Nick Pironio
When practice ended for N.C. State’s men’s tennis team Monday, players joked around, talked about the NCAA basketball tournament and sarcastically hassled each other before leaving the J.W. Isenhour center and in to the rainy afternoon.
The players had reason to enjoy themselves on a day that, by all other standards, would have been dreary.
But the Wolfpack are 16-3 this year, including road wins over SEC powers Kentucky and South Carolina is ranked No. 22 in the nation, its highest ranking in the coach Jon Choboy era, giving the team reason to feel pleased with themselves.
“[The ranking] reaffirms what these guys have done so far this year,” assistant coach Matt Halfpenny said. “It shows the rest of the country that we are a legitimate team. But I’m sure there are some teams out there that don’t buy it.”
State’s 16th win, a 7-0 shutout of Davidson on Sunday, eclipses last year’s win total before the Pack get into the meat of their ACC schedule.
After a 4-3 loss to No. 4 Duke and a 5-2 loss to No. 31 Wake Forest, the tennis players said they’re ready to get to the rest of the ACC.
“We definitely had the chance to take it late in the match,” junior William Noblitt said of the Duke match. “But we lost to them 7-0 my freshman year and 6-1 last year, so to have a chance at the end to beat them shows how much we’ve improved.”
The bright spot of the Pack’s season thus far was a 4-3 win at No. 19 Kentucky.
After losing the doubles point to begin the match, State took four of the six singles matches, including wins over ranked opponents by sophomore Nick Cavaday and junior Andre Iriarte, to grab the win.
“To lose that doubles point and then get a comeback win over a top-20 SEC team was pretty impressive, I thought,” Cavaday said. “Then we got a win over South Carolina, so our program has come far.”
Halfpennny noted a newfound confidence his team had in its SEC wins.
“The guys came out having a feeling that they could beat these teams, and they did,” Halfpenny said. “It showed with their attitude and their performance.”
The wins sandwiched a loss to Louisville, but Cavaday said the win over South Carolina shows how the team can bounce back from a loss, something they had trouble doing last year, losing eight in a row to end the season.
“To get that win over South Carolina was good for us and shows the difference from last year,” Cavaday said. “We have two talented and mature freshmen on the team and we’re a close-knit group, so we have that ability to bounce back.”
Those freshmen, Jay Weinacker and Chris Welte, are a combined 24-3 in singles matches on the year, with Weinacker leading the teams in wins with 16.
Welte has spent much of the year at the No. 6 seed, where he has gone 4-1 and won the deciding match against Kentucky.
“It was a pretty good experience, especially since it happened only three weeks into the season,” Welte said. “So I’ve been getting good experience.”
The Pack will travel to Virginia Tech and Virginia this weekend as they get into the heart of their ACC schedule and into the rest of the season.
“I’m sure there are some teams out there that don’t buy [the team’s success] and that still think we’re the N.C. State of four or five years ago,” Halfpenny said. “But that’s our mission, to go out and prove everyone wrong and to continue what we’ve been doing all season.”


What the task requires => Give the data again exactly as written, skipping any pictures.

Data supplied =>
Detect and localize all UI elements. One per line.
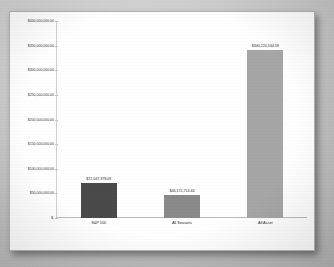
chart-panel: $-$50,000,000.00$100,000,000.00$150,000,… (9, 11, 315, 251)
y-axis-tick-label: $50,000,000.00 (30, 191, 54, 195)
bar-value-label: $46,171,713.44 (170, 189, 195, 193)
bar[interactable] (247, 50, 283, 218)
y-axis-tick-label: $150,000,000.00 (28, 142, 54, 146)
y-axis-tick-labels: $-$50,000,000.00$100,000,000.00$150,000,… (12, 12, 54, 252)
x-axis-category-label: S&P 500 (91, 220, 106, 225)
bar-slot: $72,047,378.09 (81, 21, 117, 218)
screenshot-root: $-$50,000,000.00$100,000,000.00$150,000,… (0, 0, 334, 267)
y-axis-tick-label: $100,000,000.00 (28, 167, 54, 171)
y-axis-tick-mark (55, 218, 58, 219)
y-axis-tick-label: $- (51, 216, 54, 220)
bar[interactable] (164, 195, 200, 218)
bar-series: $72,047,378.09$46,171,713.44$340,220,534… (57, 21, 307, 218)
y-axis-tick-label: $250,000,000.00 (28, 93, 54, 97)
x-axis-category-label: All Asset (258, 220, 272, 225)
bar[interactable] (81, 183, 117, 218)
bar-value-label: $72,047,378.09 (86, 177, 111, 181)
x-axis-category-labels: S&P 500All SeasonsAll Asset (57, 220, 307, 232)
y-axis-tick-label: $300,000,000.00 (28, 68, 54, 72)
y-axis-tick-label: $350,000,000.00 (28, 44, 54, 48)
x-axis-category-label: All Seasons (172, 220, 192, 225)
bar-value-label: $340,220,534.59 (252, 44, 279, 48)
y-axis-tick-label: $400,000,000.00 (28, 19, 54, 23)
y-axis-tick-label: $200,000,000.00 (28, 118, 54, 122)
bar-slot: $340,220,534.59 (247, 21, 283, 218)
bar-slot: $46,171,713.44 (164, 21, 200, 218)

Task answer =>
Detect and localize all UI elements. One per line.
chart-panel: $-$50,000,000.00$100,000,000.00$150,000,… (9, 11, 315, 251)
y-axis-tick-label: $50,000,000.00 (30, 191, 54, 195)
bar-value-label: $46,171,713.44 (170, 189, 195, 193)
bar[interactable] (247, 50, 283, 218)
y-axis-tick-label: $150,000,000.00 (28, 142, 54, 146)
y-axis-tick-labels: $-$50,000,000.00$100,000,000.00$150,000,… (12, 12, 54, 252)
x-axis-category-label: S&P 500 (91, 220, 106, 225)
bar-slot: $72,047,378.09 (81, 21, 117, 218)
screenshot-root: $-$50,000,000.00$100,000,000.00$150,000,… (0, 0, 334, 267)
y-axis-tick-label: $100,000,000.00 (28, 167, 54, 171)
y-axis-tick-mark (55, 218, 58, 219)
y-axis-tick-label: $- (51, 216, 54, 220)
bar[interactable] (164, 195, 200, 218)
bar-series: $72,047,378.09$46,171,713.44$340,220,534… (57, 21, 307, 218)
y-axis-tick-label: $250,000,000.00 (28, 93, 54, 97)
x-axis-category-label: All Asset (258, 220, 272, 225)
bar[interactable] (81, 183, 117, 218)
bar-value-label: $72,047,378.09 (86, 177, 111, 181)
x-axis-category-labels: S&P 500All SeasonsAll Asset (57, 220, 307, 232)
y-axis-tick-label: $300,000,000.00 (28, 68, 54, 72)
y-axis-tick-label: $350,000,000.00 (28, 44, 54, 48)
x-axis-category-label: All Seasons (172, 220, 192, 225)
bar-value-label: $340,220,534.59 (252, 44, 279, 48)
y-axis-tick-label: $400,000,000.00 (28, 19, 54, 23)
y-axis-tick-label: $200,000,000.00 (28, 118, 54, 122)
bar-slot: $340,220,534.59 (247, 21, 283, 218)
bar-slot: $46,171,713.44 (164, 21, 200, 218)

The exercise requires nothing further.